The gap between what regulators permit and what health professionals recommend continues to widen. While the government has emphasized both regulation and education, nutritionists argue that education alone cannot compete with sophisticated marketing campaigns. The responsibility, they insist, cannot fall solely on parents to resist industry messaging. Without structural change—new labeling requirements, sales restrictions, or outright bans—consumption will likely continue climbing, particularly among children whose developing bodies are least equipped to handle the physiological stress these drinks impose.

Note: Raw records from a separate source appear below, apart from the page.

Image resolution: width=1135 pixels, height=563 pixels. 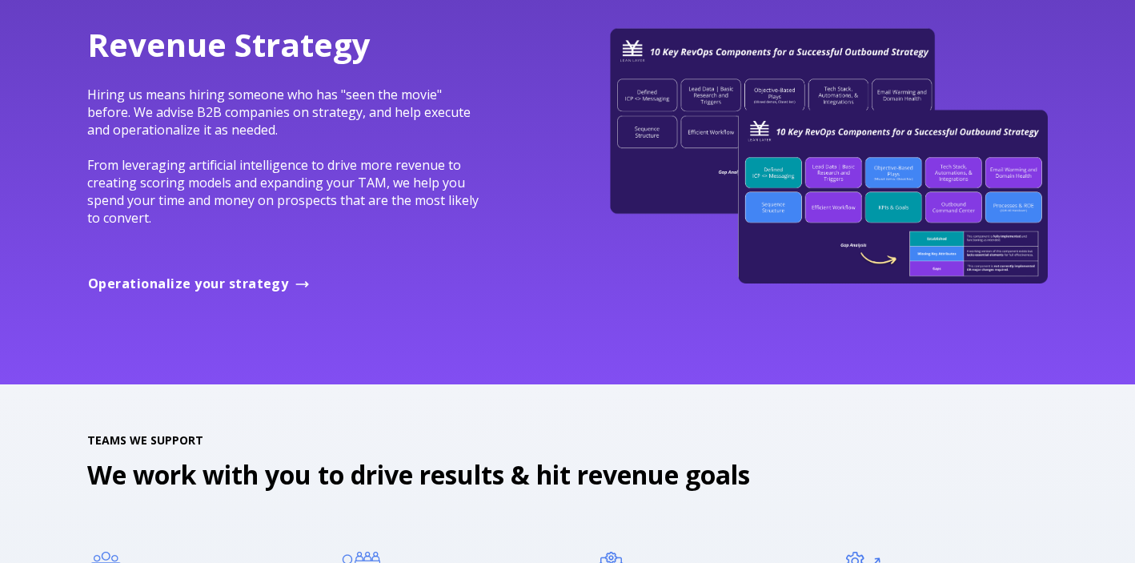 What do you see at coordinates (283, 156) in the screenshot?
I see `span: Hiring us means hiring someone who has "seen the movie" before. We advise B2B companies on strate...` at bounding box center [283, 156].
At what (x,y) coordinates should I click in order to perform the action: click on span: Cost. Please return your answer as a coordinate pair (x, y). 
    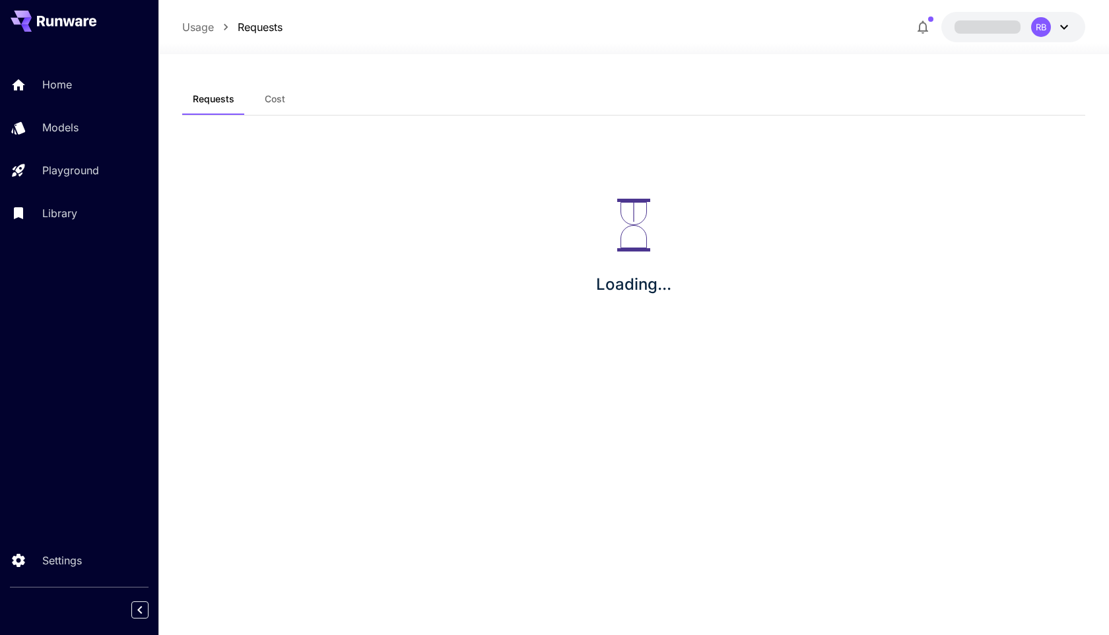
    Looking at the image, I should click on (275, 99).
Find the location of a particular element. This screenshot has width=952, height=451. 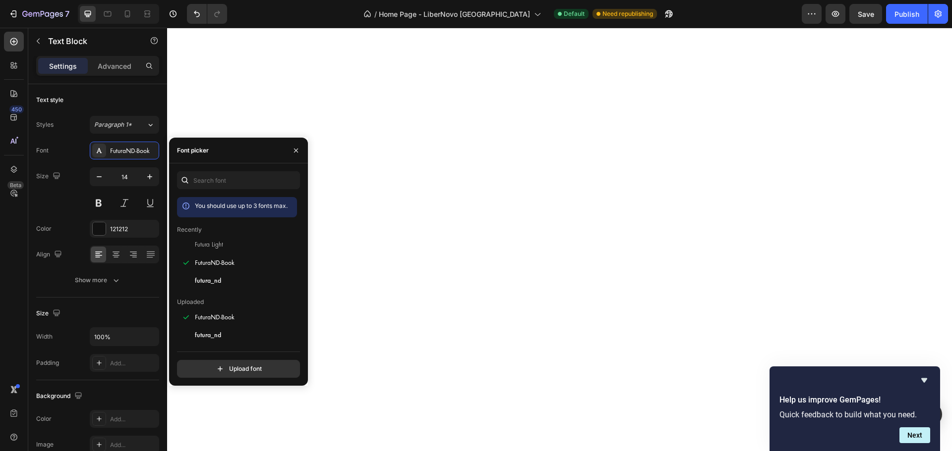

span: Need republishing is located at coordinates (627, 14).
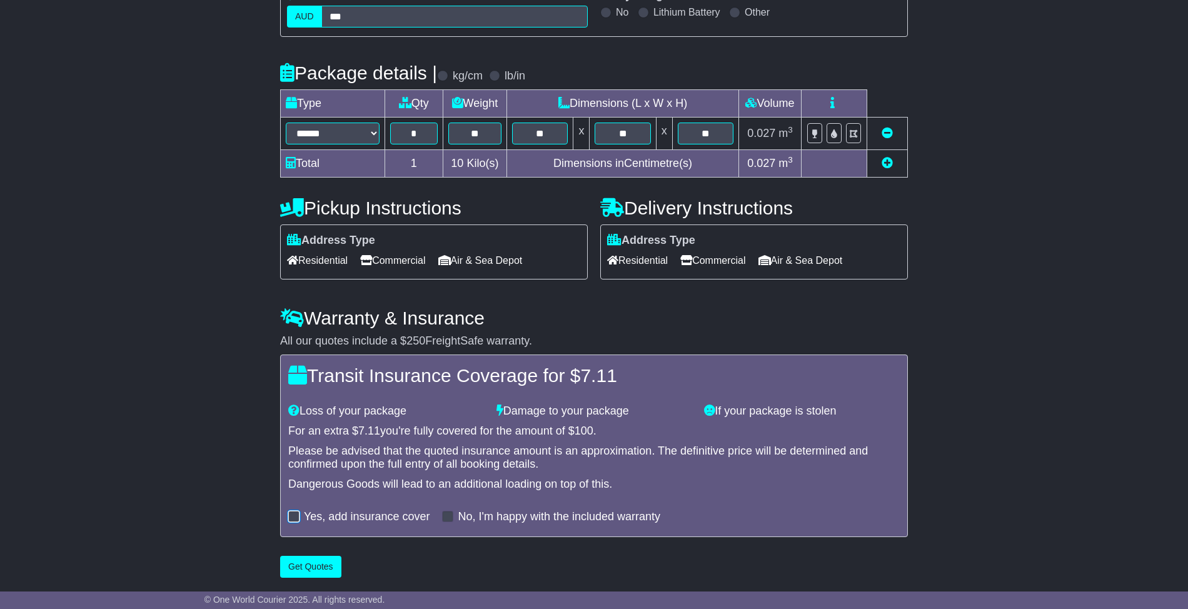 The width and height of the screenshot is (1188, 609). Describe the element at coordinates (457, 163) in the screenshot. I see `span: 10` at that location.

The issue is serious enough to warrant strong measures. Children and adolescents should not consume these drinks at all—not in moderation, not with responsibility.
— Julio Basulto, nutritionist and author
Parents are victims of the advertising. They want to give their children the best and believe these beverages are harmless because they are surrounded by positive messages.
— Julio Basulto, nutritionist
La Conversación del Hearth Otra perspectiva de la historia
Inventor

Why would parents give a three-year-old an energy drink in the first place?

Model

They often don't know what they're buying. The marketing says "energy" and "strength," and parents think it's a legitimate product for an active child. The packaging doesn't scream danger.

Inventor

But surely the label warns about caffeine?

Model

It does, technically. But most people don't read labels carefully, and the warning gets buried among other information. The real problem is the name itself—calling it a "refreshing beverage" makes it sound harmless.

Inventor

So this is a marketing problem, not a parenting problem?

Model

Exactly. Parents are victims of the advertising. They want the best for their kids. When you're surrounded by messages saying these drinks provide energy and strength, you don't automatically assume they're dangerous.

Inventor

What about the adolescents drinking them? They're old enough to understand risk.

Model

True, but eighty percent of teenagers confuse energy drinks with sports drinks, thinking they're the same thing. And there's a psychological component—the caffeine and sugar create a temporary high, then a crash, which makes you want that feeling again. It's habit-forming.

Inventor

Is there any scenario where these drinks are safe for kids?

Model

No. Not according to the experts. The caffeine content alone disqualifies them for anyone under eleven. Add the sugar equivalent of fifteen sachets per can, and you have a product that serves no nutritional purpose and creates real health risks—behavioral problems, sleep disorders, heart issues, obesity.